Currently, the administration is attempting to convince the Internet Engineering Task Force (IETF), which establishes voluntary standards for Internet protocols, to require "trapdoors" in computers so as to enable the government to cybertap (with appropriate court orders). Every technologically competent person who addressed this issue at the recent conference saw such trapdoors as eventually enhancing the ability of criminals to attack computers and reduce security.

Second, the government has failed to encourage support of "best common practices" standards for the Internet, allowing proprietary programs and narrow priorities to dominate. Peter G. Neumann of the influential Menlo Park, California, business and technology research organization SRI International called "closed" proprietary programs the greatest source of lack of security on the Internet, responsible for much greater damage than criminal actions. This danger will grow, he predicted, as government agencies adopt overambitious "highly distributed systems" to enhance the efficiency of various government-controlled operations, such as air traffic control. As air traffic in congested areas grows to even greater levels, for example, vulnerabilities in airtraffic software could put lives at risk.

Just as the best defense against chemical and biological weapons incidents is to have strong public health programs aimed at protecting against all disasters, deliberate or otherwise, so too is it essential that the information infrastructure be built on the most reliable systems available. Businesses are giving convenience, speed, and competitive challenges far higher priority than security.

Finally, while everyone in this field recognizes that the information infrastructure is inherently transnational and that defenses based on national boundaries are impractical, the Clinton administration seems to have limited its international cooperative activities to pious declarations and informal law enforcement exchanges.

Criminal law cooperation is essential but in itself insufficient. An international effort is needed that establishes legally enforceable norms for setting and implementing security standards and mandated rules and procedures for cooperation and mutual protection, as in commercial aviation. An international treaty for cybercooperation can be written, moreover, to be inapplicable to national security activities. We should, as President Clinton recently announced, be assisting friendly states currently left out of the cyberrevolution, not holding back from creating new markets for all goods and services, including our own, on the basis of nonexistent national security concerns.

Of course, it isn't just the government that is digging in its heels against truly effective security. Private sector control of the information infrastructure is a revolutionary development that virtually no one wants to see sacrificed to national, let alone international, regulation. The possibility of governmental abuse and incompetence makes an international agreement a potential disaster.

We can have security and standards in this field, however, without surrendering private control. The multilateral treaty tabled for consideration at the conference would preserve the IETF as the world's standard-setting body for the Internet, working within a voluntary, unpaid structure of private experts. For perhaps the first time in human history, an international regime could be established that is controlled by private sector forces.
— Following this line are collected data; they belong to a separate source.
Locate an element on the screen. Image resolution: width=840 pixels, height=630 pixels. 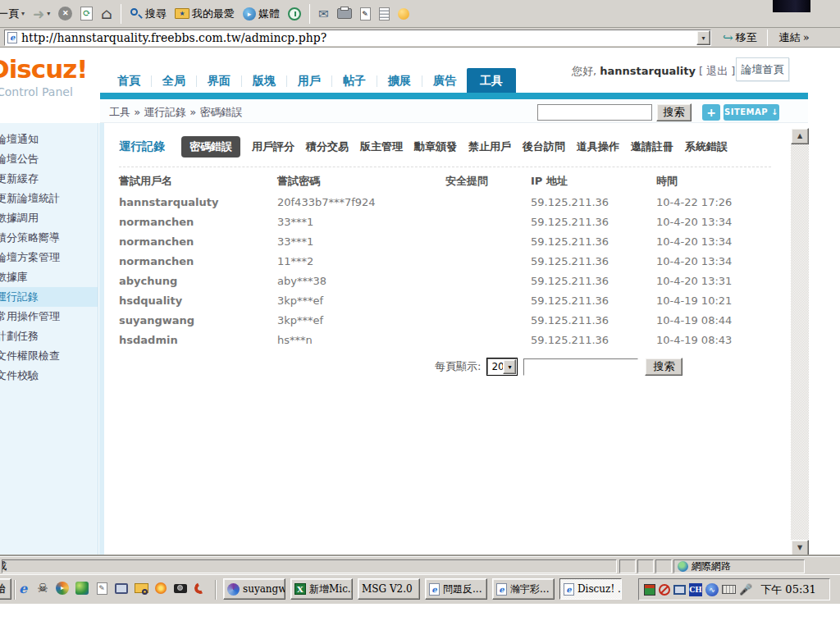
table-search-input is located at coordinates (581, 368).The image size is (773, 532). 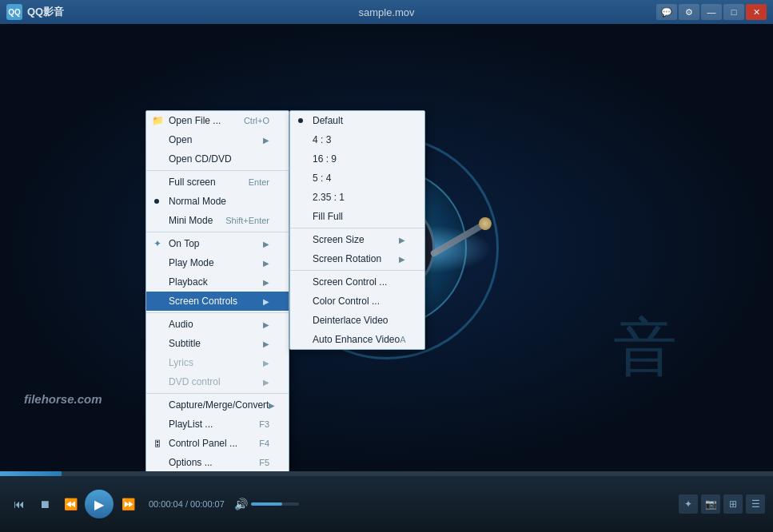 What do you see at coordinates (350, 282) in the screenshot?
I see `submenu-screen-control-label: Screen Control ...` at bounding box center [350, 282].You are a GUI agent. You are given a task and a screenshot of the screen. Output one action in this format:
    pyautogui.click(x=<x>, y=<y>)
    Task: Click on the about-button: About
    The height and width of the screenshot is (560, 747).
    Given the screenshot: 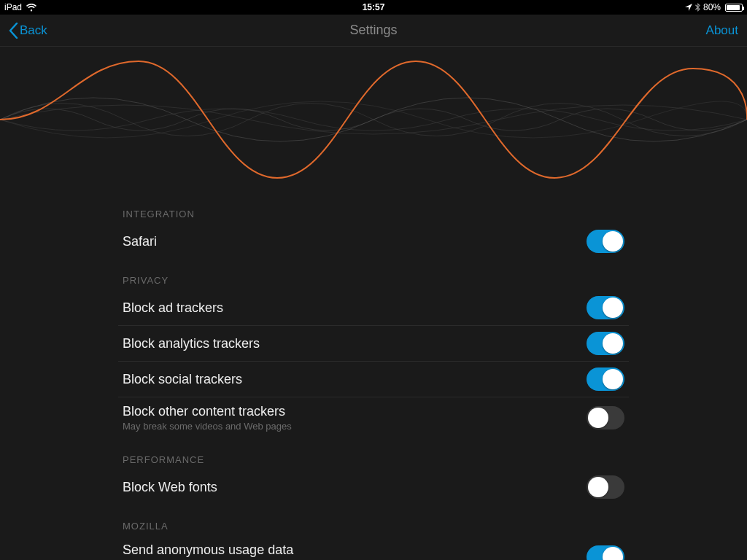 What is the action you would take?
    pyautogui.click(x=722, y=31)
    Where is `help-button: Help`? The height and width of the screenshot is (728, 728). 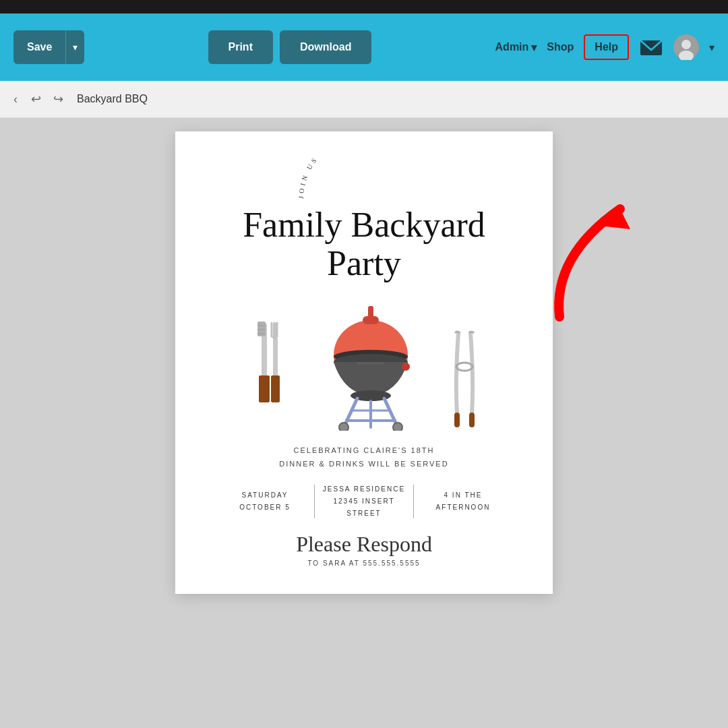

No one can guarantee that, once set in motion, an international effort to enhance cybersecurity might not lead to government control and a lessening of freedom. But think about it. Right now, private forces control the action and could prevent anything undesirable. Wait a few more years, and government officials will have established many trapdoors and increased their influence, if not control. The responsible thing to do is to move now to give legal stability to the current, private, standard-setting regime, with just enough government backing to ensure that the public is protected against both crime and technological inadequacy.